Laptop Speakers

Need some 2nd guesses: New Win7 install, no sound from laptop’s internal speakers. Headphones, sound is there just fine.
Speaker icon is on taskbar, speakers are default device, drivers seem to be fine & latest ones.
MS troubleshooter useless, everything says it’s working but…
BTW, yes checked the keyboard audio adjuster.

Any ideas?

Do they make any noise at all? Like with another OS, or in the BIOS or whatever?

Nothing thru the speakers at all. I get sound thru headphones, but can’t find anything to set the output

Might not be physically connected? Or blown?

Like Mig said try a different OS (unless you have already) see if they work there if they do then keep hunting for the software issue. Even if the speakers were “blown” you should still here some static unless the coils themselves got fried which I haven’t personally seen usually its just the “cone” that gets blown apart.

I suppose the output on the sound card for the speakers could be fried… if you’ve ruled out a driver problem and its a customers laptop I’d just sell em some “portable” speakers, and duct tape and call it a day.

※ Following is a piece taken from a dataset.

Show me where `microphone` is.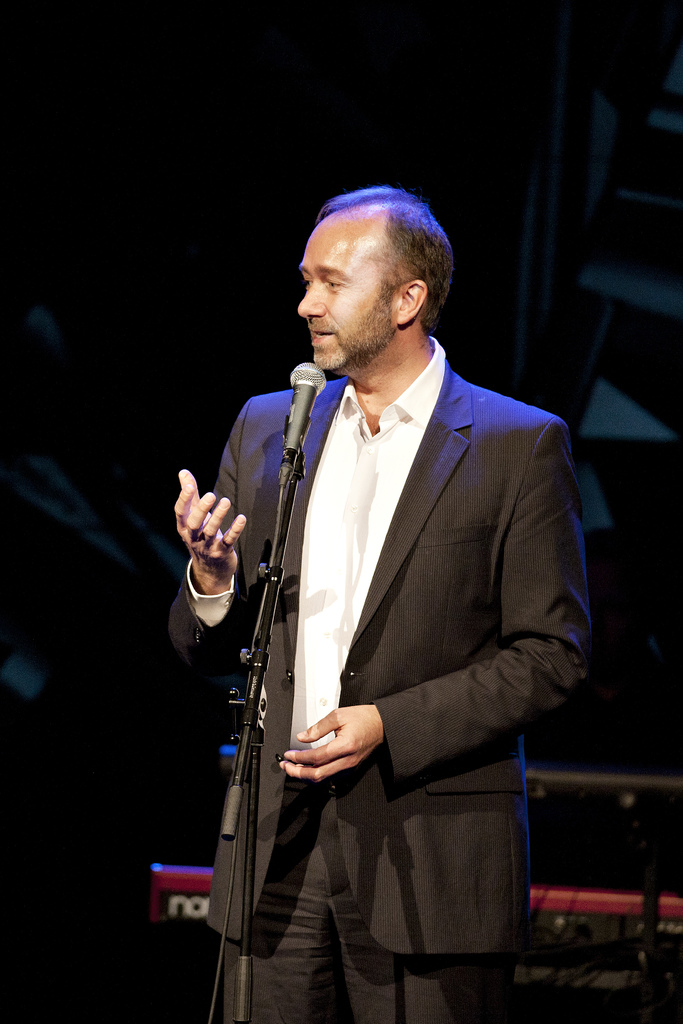
`microphone` is at detection(281, 363, 326, 457).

The other ideas are complete bullshit, its the drivers, period. I have come across the same shit a few times with 7’s sound drivers, uninstall all the drivers, get the VISTA drivers for the sound card and DO NOT run the installer, its not the drivers themselves but the dll’s with the install package, extract the .exe and do it manually from the device manager OR hire me and I’ll do it for you :wink:.

Complete bullshit? What would windows drivers have to do with sound coming from speakers in the BIOS or in another OS?

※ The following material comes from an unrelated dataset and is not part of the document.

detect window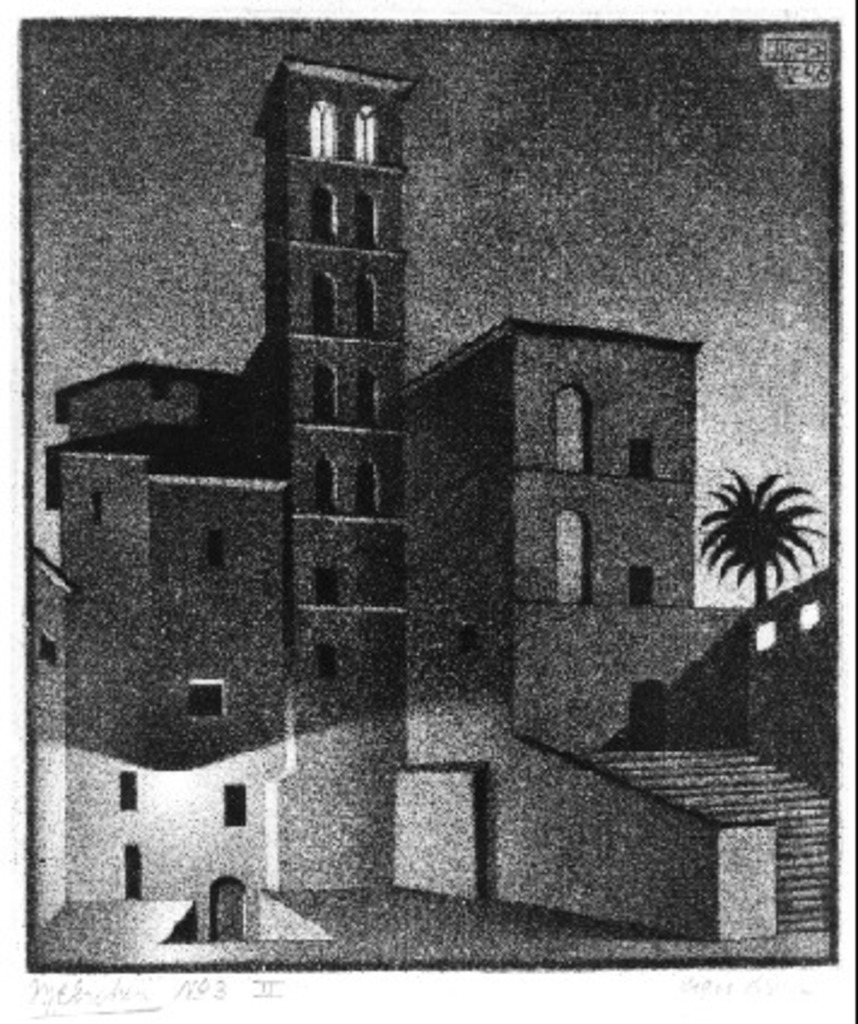
box(224, 781, 253, 826)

That’s why the suggestion to try another OS or see if they beep before Windows even starts – to see if the problem is physical or not.

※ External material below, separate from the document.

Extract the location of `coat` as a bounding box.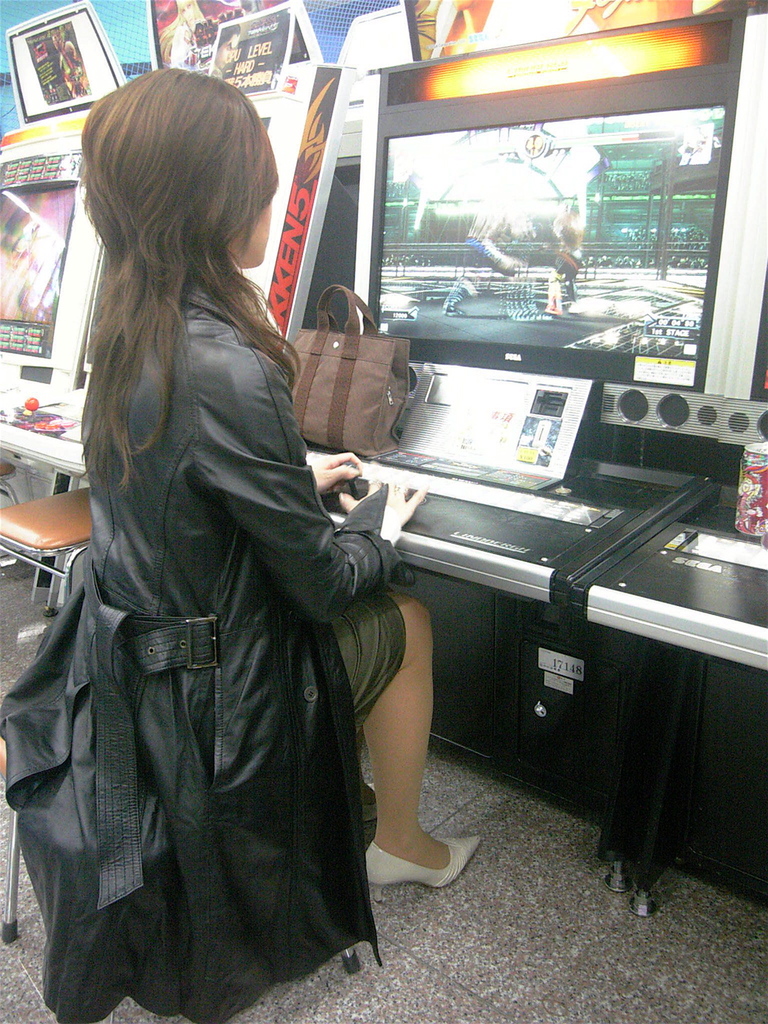
(left=42, top=338, right=396, bottom=981).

I’ve also see it where the actual headphone jack is damaged, and the little switch inside always thinks that a headset is plugged in.

If you want to rule out the Windows driver issue, like I said, try a different OS (a live CD of ubuntu or something).

[quote=“MiG”]Complete bullshit? What would windows drivers have to do with sound coming from speakers in the BIOS or in another OS?

That’s why the suggestion to try another OS or see if they beep before Windows even starts – to see if the problem is physical or not.

I’ve also see it where the actual headphone jack is damaged, and the little switch inside always thinks that a headset is plugged in.

If you want to rule out the Windows driver issue, like I said, try a different OS (a live CD of ubuntu or something).[/quote]

haha, yeah your right on all points what I should have said was “all that is PROBABLY not needed”. I also have made the assumption that the sound was working fine till the clean install, that after the install is when this problem cropped up at least thats what seemed to be implied. He will have to clarify that for us I guess, if my assumption is correct all the rest is a waste of time. I was actually hoping to rile you up a bit, but you knew that didnt you? I could tell by your out of character delicate reply, that’s one for you haha !

Booting to a live cd that you have kicking around (and if you dont have one you fail) takes way less time than hunting down and installing a vista driver. Just sayin.

YEah I had to replace the hard drive on a new Acer laptop when I ran into this, tried to boot an Ubuntu CD but it wouldn’t start. Gonna try another one.
The Acer says it has both Intel and Realtek sound. And of course a useless BIOS so you can’t even look at the onboard stuff.
The main reason I ask is I had the same issue on my HP netbook. Mint couldn’t recognize the onboard sound at all (IDT) so I can’t ‘prove’ that one either.

Another really good live CD is PCLinuxOS. I used it awhile ago to install Linux on an old emachines laptop. Exceptional hardware detection.